When in February I received the email with the news that my talk was accepted at the pgcon it took me some time, and several espresso coffee, to realise that I wasn’t dreaming.
The pgcon email reached me few days after the same talk was accepted at the pycon nove, the Italy’s nationwide Python conference.
The Italian Pycon and the Pgcon are great conferences with amazing speakers and fantastic topics. The sole idea of giving my small contribution it makes me proud and a little scared, because I never talked to an audience composed mostly by fine developers.
Before the release of pg_chameleon 2.0 I had to write an upgrade procedure to allow a smooth migration from the version 1.8.
An interesting challenge I faced was to determine the maximum and minimum position for the MySQL’s binary logs belonging to the same server but stored with different values in multiple sources.
The user defined aggregates, a feature pretty unique to PostgreSQL, allowed me to solve the problem in a robust and simple way.
Back in the days of when I was an Oracle DBA I had to solve a strange behaviour on an Oracle installation. The system for some reasons stopped accepting the writes occasionally and without an apparent reason.
This behaviour appeared odd to anybody except for my team, which addressed the issue immediately. The problem was caused by a not optimal configuration on the Oracle instance.
This thought led me to writing this post.
An ancient italian proverb says
Il backup è quella cosa che andava fatta prima.
A rough translation could be something like this: the backup is the thing that had to be done before.
The concept of backup is quite confusing. Some people wrongly believe that executing a local backup is sufficient to ensure the recover of the data.
In the real world a valid backup is present only if three conditions are true.
pgbackrest is an amazing tool that saves entire PostgreSQL clusters with ease.
In this post we’ll go trough the configuration of the backup using a remote backup server.
For the extensive documentation and detailed instructions please refer to the user guide.
operating system configuration For our example we’ll use two virtual machines on virtualbox with devuan 1.0 Jessie installed.
Each machine is configured in the same way.
1 cpu 1 GB ram Hard disk of 12 GB with single partition ext4 sshd up and running The machines have one bridged network adapter eth0.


◆ **WORK REQUEST**
Copy out the data word for word. The images are not part of the copy.

Data records:
══════════════════════════════

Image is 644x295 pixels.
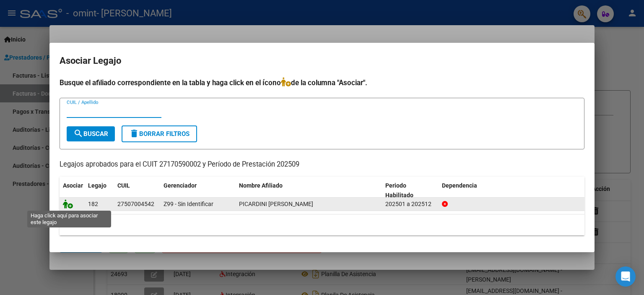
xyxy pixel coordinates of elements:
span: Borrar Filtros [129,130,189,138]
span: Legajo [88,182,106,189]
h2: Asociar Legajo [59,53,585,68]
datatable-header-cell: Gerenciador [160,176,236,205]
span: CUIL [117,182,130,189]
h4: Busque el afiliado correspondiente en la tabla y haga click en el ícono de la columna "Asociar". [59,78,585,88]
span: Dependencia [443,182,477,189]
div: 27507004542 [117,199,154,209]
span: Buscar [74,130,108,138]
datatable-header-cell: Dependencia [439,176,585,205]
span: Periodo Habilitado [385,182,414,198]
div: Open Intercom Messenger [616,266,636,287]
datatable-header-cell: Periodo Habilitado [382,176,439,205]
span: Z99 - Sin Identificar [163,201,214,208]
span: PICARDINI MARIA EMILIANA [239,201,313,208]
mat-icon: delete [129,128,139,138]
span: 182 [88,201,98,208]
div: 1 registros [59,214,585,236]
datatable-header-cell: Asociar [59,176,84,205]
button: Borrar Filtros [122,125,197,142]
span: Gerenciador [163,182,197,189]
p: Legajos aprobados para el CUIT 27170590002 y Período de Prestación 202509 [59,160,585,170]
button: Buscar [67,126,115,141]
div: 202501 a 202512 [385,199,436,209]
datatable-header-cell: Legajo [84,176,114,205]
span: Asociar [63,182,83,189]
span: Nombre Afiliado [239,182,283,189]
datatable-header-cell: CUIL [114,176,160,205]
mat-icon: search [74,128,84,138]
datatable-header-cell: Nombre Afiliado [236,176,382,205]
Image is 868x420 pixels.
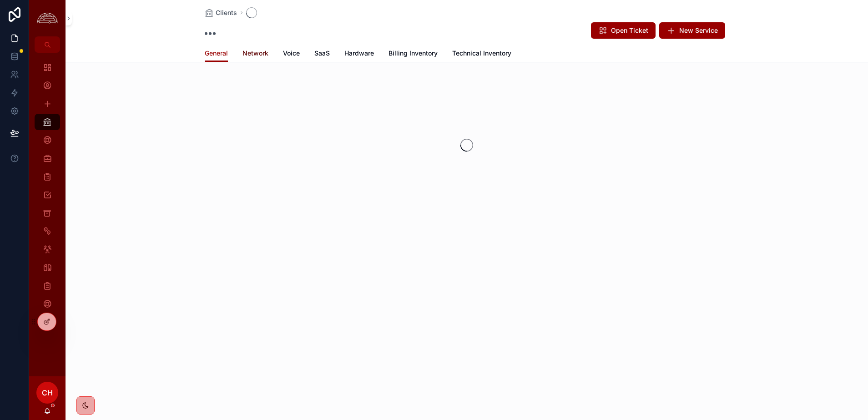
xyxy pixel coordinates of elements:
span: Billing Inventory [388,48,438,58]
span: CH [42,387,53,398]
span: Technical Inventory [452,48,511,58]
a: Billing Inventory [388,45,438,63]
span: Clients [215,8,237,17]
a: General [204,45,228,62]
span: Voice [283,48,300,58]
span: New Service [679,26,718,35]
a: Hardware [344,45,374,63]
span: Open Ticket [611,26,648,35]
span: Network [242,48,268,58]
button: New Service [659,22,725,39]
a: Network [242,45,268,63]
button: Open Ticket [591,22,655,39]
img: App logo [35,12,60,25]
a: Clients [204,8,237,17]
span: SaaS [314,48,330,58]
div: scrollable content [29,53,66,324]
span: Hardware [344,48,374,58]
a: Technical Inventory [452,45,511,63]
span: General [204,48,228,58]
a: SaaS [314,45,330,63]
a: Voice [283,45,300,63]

══════════════════════════════

◆ **RESPONSE TO THIS EXERCISE**
Image is 644x295 pixels.
xyxy pixel coordinates of elements:
span: Borrar Filtros [129,130,189,138]
span: Legajo [88,182,106,189]
h2: Asociar Legajo [59,53,585,68]
datatable-header-cell: Gerenciador [160,176,236,205]
span: CUIL [117,182,130,189]
h4: Busque el afiliado correspondiente en la tabla y haga click en el ícono de la columna "Asociar". [59,78,585,88]
span: Dependencia [443,182,477,189]
div: 27507004542 [117,199,154,209]
span: Buscar [74,130,108,138]
datatable-header-cell: Dependencia [439,176,585,205]
span: Periodo Habilitado [385,182,414,198]
div: Open Intercom Messenger [616,266,636,287]
datatable-header-cell: Periodo Habilitado [382,176,439,205]
span: Z99 - Sin Identificar [163,201,214,208]
span: PICARDINI MARIA EMILIANA [239,201,313,208]
mat-icon: delete [129,128,139,138]
span: 182 [88,201,98,208]
div: 1 registros [59,214,585,236]
datatable-header-cell: Asociar [59,176,84,205]
button: Borrar Filtros [122,125,197,142]
span: Gerenciador [163,182,197,189]
p: Legajos aprobados para el CUIT 27170590002 y Período de Prestación 202509 [59,160,585,170]
button: Buscar [67,126,115,141]
div: 202501 a 202512 [385,199,436,209]
datatable-header-cell: Legajo [84,176,114,205]
span: Asociar [63,182,83,189]
span: Nombre Afiliado [239,182,283,189]
datatable-header-cell: CUIL [114,176,160,205]
mat-icon: search [74,128,84,138]
datatable-header-cell: Nombre Afiliado [236,176,382,205]
Image is 868x420 pixels.
xyxy pixel coordinates of elements:
span: Billing Inventory [388,48,438,58]
span: CH [42,387,53,398]
span: Technical Inventory [452,48,511,58]
a: Billing Inventory [388,45,438,63]
span: Clients [215,8,237,17]
a: General [204,45,228,62]
span: Voice [283,48,300,58]
span: New Service [679,26,718,35]
a: Hardware [344,45,374,63]
span: Open Ticket [611,26,648,35]
span: Network [242,48,268,58]
button: New Service [659,22,725,39]
a: Network [242,45,268,63]
button: Open Ticket [591,22,655,39]
img: App logo [35,12,60,25]
a: Clients [204,8,237,17]
span: SaaS [314,48,330,58]
div: scrollable content [29,53,66,324]
span: Hardware [344,48,374,58]
a: Technical Inventory [452,45,511,63]
span: General [204,48,228,58]
a: SaaS [314,45,330,63]
a: Voice [283,45,300,63]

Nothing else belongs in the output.